Self Cancellation – Removal Service / Transition Hide and Seek
Sarah Washington
Sarah Washington uses electronics and wind-up radios, running out of charge to repsond to the festivals’ Self Cancellation provocation.
Arika have been creating events since 2001. The Archive is space to share the documentation of our work, over 600 events from the past 20 years. Browse the archive by event, artists and collections, explore using theme pairs, or use the index for a comprehensive overview.
Sarah Washington uses electronics and wind-up radios, running out of charge to repsond to the festivals’ Self Cancellation provocation.
What to do about a telethon other than fuck it up? Poet, tarotist, artist, and librarian Cyrée Jarelle Johnson returns to IWBWYE to read the 1980s and ’90s for what those decades were: practice for now.
Glasgow based artist Defaalt invites the audience to collaborate fully in his performance by means of a generative graphical interface.
Investigate film as language, via the language of film reduced to the basic units of film and language. A film as text in which each frame is a single word.
To Rococo Rot member Robert Lippok performing for the first time in the UK with his solo project.
First in a series of workshops for workers and non-workers who care. Does work that asks us to be attentive to the needs of others force us to sell our capacity for kindness?
The struggle for sex workers’ rights and how we can understand it in the continuum of care work and other forms of invisibilised and precarious work.
Birthed from the collective stagger in global consciousness of the late 50’s and 60’s, this programme celebrates epochal, groundbreaking films that all address sound in their own way and that have opened pathways to experimentation.
A dance party love letter to our community, expressing the joy of relation in the abstract and through actual physical proximity.
Listening to people listening to their own homes. Musicians and actors will listen back to recordings made in local peoples homes on headphones, and interpret/ translate what they are hearing.
Joe Colley specialises in hotwired sound constructions full of ominous electronic disturbances and caustic, noxious drones. For KYTN, Joe created a situation of controlled chaos with 50 light sensitive oscillators placed in a field of candles.
A conversation between influential figures thinking through Blackness and Indigeneity, asking: what if we took seriously the possibility that this world, as we know it, may be coming to an end? We dread the loss of this world, but have we begun to imagine the one to come?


▶ [REQUIRED WORK]: Write out the records beneath this line exactly as they appear, minus any images.

▶ [DATA IN THIS EXERCISE]:
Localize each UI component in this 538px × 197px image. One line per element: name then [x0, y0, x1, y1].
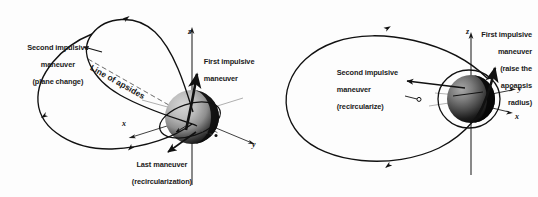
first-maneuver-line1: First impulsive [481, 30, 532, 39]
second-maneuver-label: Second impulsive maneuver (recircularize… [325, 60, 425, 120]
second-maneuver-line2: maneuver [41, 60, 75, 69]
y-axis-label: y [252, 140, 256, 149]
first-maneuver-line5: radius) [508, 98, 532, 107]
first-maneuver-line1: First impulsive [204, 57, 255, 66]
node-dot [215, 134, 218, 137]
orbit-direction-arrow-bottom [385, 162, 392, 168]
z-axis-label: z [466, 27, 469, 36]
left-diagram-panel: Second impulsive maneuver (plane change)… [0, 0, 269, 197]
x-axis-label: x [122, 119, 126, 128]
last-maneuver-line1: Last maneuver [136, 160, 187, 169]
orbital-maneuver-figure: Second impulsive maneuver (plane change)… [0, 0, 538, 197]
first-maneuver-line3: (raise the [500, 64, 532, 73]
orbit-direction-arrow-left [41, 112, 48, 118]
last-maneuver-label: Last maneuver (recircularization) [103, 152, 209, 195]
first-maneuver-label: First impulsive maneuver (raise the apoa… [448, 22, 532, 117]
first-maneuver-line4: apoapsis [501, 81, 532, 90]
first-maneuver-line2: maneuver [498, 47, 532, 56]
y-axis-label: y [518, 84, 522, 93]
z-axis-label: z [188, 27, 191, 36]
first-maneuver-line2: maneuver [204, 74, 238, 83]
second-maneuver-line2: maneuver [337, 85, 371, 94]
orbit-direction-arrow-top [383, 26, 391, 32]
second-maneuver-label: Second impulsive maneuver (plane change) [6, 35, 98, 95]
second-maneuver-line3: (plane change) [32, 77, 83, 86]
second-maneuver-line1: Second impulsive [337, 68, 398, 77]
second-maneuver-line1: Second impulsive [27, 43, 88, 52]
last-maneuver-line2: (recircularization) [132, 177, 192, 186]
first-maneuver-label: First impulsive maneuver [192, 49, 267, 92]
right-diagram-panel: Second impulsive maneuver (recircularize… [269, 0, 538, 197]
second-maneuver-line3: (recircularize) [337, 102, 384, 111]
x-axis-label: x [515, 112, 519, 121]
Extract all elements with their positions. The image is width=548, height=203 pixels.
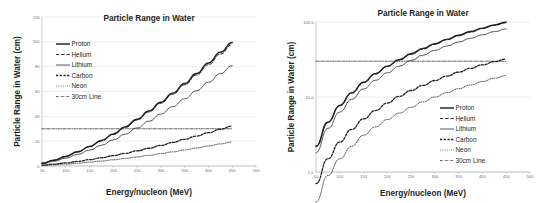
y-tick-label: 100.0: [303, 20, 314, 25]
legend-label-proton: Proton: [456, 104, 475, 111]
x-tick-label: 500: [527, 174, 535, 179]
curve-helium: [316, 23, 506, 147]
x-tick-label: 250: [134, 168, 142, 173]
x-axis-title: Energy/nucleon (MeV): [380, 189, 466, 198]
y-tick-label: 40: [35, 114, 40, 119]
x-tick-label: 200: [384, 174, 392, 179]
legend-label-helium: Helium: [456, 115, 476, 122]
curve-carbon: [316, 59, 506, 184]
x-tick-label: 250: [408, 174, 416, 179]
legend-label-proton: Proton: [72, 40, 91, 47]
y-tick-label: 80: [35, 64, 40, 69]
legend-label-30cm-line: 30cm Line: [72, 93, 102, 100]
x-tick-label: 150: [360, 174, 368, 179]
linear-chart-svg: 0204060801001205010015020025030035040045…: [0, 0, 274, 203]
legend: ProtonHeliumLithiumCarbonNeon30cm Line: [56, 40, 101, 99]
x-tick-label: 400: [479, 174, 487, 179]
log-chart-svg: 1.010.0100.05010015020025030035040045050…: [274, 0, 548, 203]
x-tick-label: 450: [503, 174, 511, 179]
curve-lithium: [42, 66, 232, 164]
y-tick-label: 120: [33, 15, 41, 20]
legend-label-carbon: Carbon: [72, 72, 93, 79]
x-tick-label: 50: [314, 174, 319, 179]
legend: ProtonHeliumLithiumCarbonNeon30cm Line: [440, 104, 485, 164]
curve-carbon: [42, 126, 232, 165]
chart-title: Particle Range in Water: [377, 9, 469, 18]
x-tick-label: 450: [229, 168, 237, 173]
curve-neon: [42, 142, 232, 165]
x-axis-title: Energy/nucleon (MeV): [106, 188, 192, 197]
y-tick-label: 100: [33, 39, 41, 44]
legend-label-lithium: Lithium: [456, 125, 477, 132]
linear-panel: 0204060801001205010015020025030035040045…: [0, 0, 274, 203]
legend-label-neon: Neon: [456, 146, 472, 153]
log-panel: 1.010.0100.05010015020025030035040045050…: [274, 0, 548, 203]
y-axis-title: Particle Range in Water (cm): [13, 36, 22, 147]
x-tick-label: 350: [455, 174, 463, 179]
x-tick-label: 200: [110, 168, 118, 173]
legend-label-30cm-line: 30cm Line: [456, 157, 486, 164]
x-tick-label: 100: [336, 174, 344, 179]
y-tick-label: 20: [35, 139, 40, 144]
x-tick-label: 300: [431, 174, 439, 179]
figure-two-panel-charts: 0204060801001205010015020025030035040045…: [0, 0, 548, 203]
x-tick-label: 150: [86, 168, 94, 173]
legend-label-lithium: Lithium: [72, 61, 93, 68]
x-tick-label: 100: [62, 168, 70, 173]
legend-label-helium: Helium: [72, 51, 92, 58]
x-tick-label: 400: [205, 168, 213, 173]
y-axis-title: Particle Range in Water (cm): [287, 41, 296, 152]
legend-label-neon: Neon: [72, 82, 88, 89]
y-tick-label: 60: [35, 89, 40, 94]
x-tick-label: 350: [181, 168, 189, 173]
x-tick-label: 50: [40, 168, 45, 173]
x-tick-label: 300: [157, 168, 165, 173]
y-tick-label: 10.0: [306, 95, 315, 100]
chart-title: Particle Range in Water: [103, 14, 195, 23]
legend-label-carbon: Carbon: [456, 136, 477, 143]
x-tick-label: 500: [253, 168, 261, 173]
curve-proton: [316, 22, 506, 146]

▶ [SOLUTION]:
Localize each UI component in this 538px × 197px image. One line per element: name then [x0, y0, x1, y1].
first-maneuver-line1: First impulsive [481, 30, 532, 39]
second-maneuver-label: Second impulsive maneuver (recircularize… [325, 60, 425, 120]
second-maneuver-line2: maneuver [41, 60, 75, 69]
y-axis-label: y [252, 140, 256, 149]
first-maneuver-line5: radius) [508, 98, 532, 107]
first-maneuver-line1: First impulsive [204, 57, 255, 66]
node-dot [215, 134, 218, 137]
orbit-direction-arrow-bottom [385, 162, 392, 168]
z-axis-label: z [466, 27, 469, 36]
left-diagram-panel: Second impulsive maneuver (plane change)… [0, 0, 269, 197]
x-axis-label: x [122, 119, 126, 128]
last-maneuver-line1: Last maneuver [136, 160, 187, 169]
orbital-maneuver-figure: Second impulsive maneuver (plane change)… [0, 0, 538, 197]
first-maneuver-line3: (raise the [500, 64, 532, 73]
orbit-direction-arrow-left [41, 112, 48, 118]
last-maneuver-label: Last maneuver (recircularization) [103, 152, 209, 195]
first-maneuver-label: First impulsive maneuver (raise the apoa… [448, 22, 532, 117]
first-maneuver-line4: apoapsis [501, 81, 532, 90]
first-maneuver-line2: maneuver [498, 47, 532, 56]
y-axis-label: y [518, 84, 522, 93]
z-axis-label: z [188, 27, 191, 36]
first-maneuver-line2: maneuver [204, 74, 238, 83]
second-maneuver-line2: maneuver [337, 85, 371, 94]
orbit-direction-arrow-top [383, 26, 391, 32]
second-maneuver-label: Second impulsive maneuver (plane change) [6, 35, 98, 95]
second-maneuver-line3: (plane change) [32, 77, 83, 86]
second-maneuver-line1: Second impulsive [337, 68, 398, 77]
second-maneuver-line1: Second impulsive [27, 43, 88, 52]
last-maneuver-line2: (recircularization) [132, 177, 192, 186]
first-maneuver-label: First impulsive maneuver [192, 49, 267, 92]
right-diagram-panel: Second impulsive maneuver (recircularize… [269, 0, 538, 197]
second-maneuver-line3: (recircularize) [337, 102, 384, 111]
x-axis-label: x [515, 112, 519, 121]
Extract all elements with their positions. The image is width=548, height=203 pixels.
y-tick-label: 100.0: [303, 20, 314, 25]
legend-label-proton: Proton: [456, 104, 475, 111]
x-tick-label: 500: [527, 174, 535, 179]
curve-helium: [316, 23, 506, 147]
x-tick-label: 250: [134, 168, 142, 173]
x-axis-title: Energy/nucleon (MeV): [380, 189, 466, 198]
y-tick-label: 40: [35, 114, 40, 119]
x-tick-label: 200: [384, 174, 392, 179]
legend-label-helium: Helium: [456, 115, 476, 122]
curve-carbon: [316, 59, 506, 184]
x-tick-label: 250: [408, 174, 416, 179]
legend-label-proton: Proton: [72, 40, 91, 47]
y-tick-label: 80: [35, 64, 40, 69]
legend-label-30cm-line: 30cm Line: [72, 93, 102, 100]
x-tick-label: 150: [360, 174, 368, 179]
linear-chart-svg: 0204060801001205010015020025030035040045…: [0, 0, 274, 203]
legend: ProtonHeliumLithiumCarbonNeon30cm Line: [56, 40, 101, 99]
x-tick-label: 400: [479, 174, 487, 179]
log-chart-svg: 1.010.0100.05010015020025030035040045050…: [274, 0, 548, 203]
x-tick-label: 450: [503, 174, 511, 179]
curve-lithium: [42, 66, 232, 164]
y-tick-label: 120: [33, 15, 41, 20]
legend-label-carbon: Carbon: [72, 72, 93, 79]
x-tick-label: 50: [314, 174, 319, 179]
legend: ProtonHeliumLithiumCarbonNeon30cm Line: [440, 104, 485, 164]
curve-carbon: [42, 126, 232, 165]
chart-title: Particle Range in Water: [377, 9, 469, 18]
x-tick-label: 450: [229, 168, 237, 173]
curve-neon: [42, 142, 232, 165]
x-axis-title: Energy/nucleon (MeV): [106, 188, 192, 197]
y-tick-label: 100: [33, 39, 41, 44]
legend-label-lithium: Lithium: [456, 125, 477, 132]
linear-panel: 0204060801001205010015020025030035040045…: [0, 0, 274, 203]
legend-label-neon: Neon: [456, 146, 472, 153]
log-panel: 1.010.0100.05010015020025030035040045050…: [274, 0, 548, 203]
y-axis-title: Particle Range in Water (cm): [13, 36, 22, 147]
x-tick-label: 350: [455, 174, 463, 179]
x-tick-label: 200: [110, 168, 118, 173]
legend-label-30cm-line: 30cm Line: [456, 157, 486, 164]
x-tick-label: 100: [336, 174, 344, 179]
y-tick-label: 20: [35, 139, 40, 144]
x-tick-label: 300: [431, 174, 439, 179]
figure-two-panel-charts: 0204060801001205010015020025030035040045…: [0, 0, 548, 203]
x-tick-label: 150: [86, 168, 94, 173]
legend-label-lithium: Lithium: [72, 61, 93, 68]
x-tick-label: 100: [62, 168, 70, 173]
legend-label-helium: Helium: [72, 51, 92, 58]
x-tick-label: 400: [205, 168, 213, 173]
y-axis-title: Particle Range in Water (cm): [287, 41, 296, 152]
legend-label-neon: Neon: [72, 82, 88, 89]
y-tick-label: 60: [35, 89, 40, 94]
x-tick-label: 350: [181, 168, 189, 173]
x-tick-label: 50: [40, 168, 45, 173]
x-tick-label: 300: [157, 168, 165, 173]
y-tick-label: 10.0: [306, 95, 315, 100]
chart-title: Particle Range in Water: [103, 14, 195, 23]
legend-label-carbon: Carbon: [456, 136, 477, 143]
x-tick-label: 500: [253, 168, 261, 173]
curve-proton: [316, 22, 506, 146]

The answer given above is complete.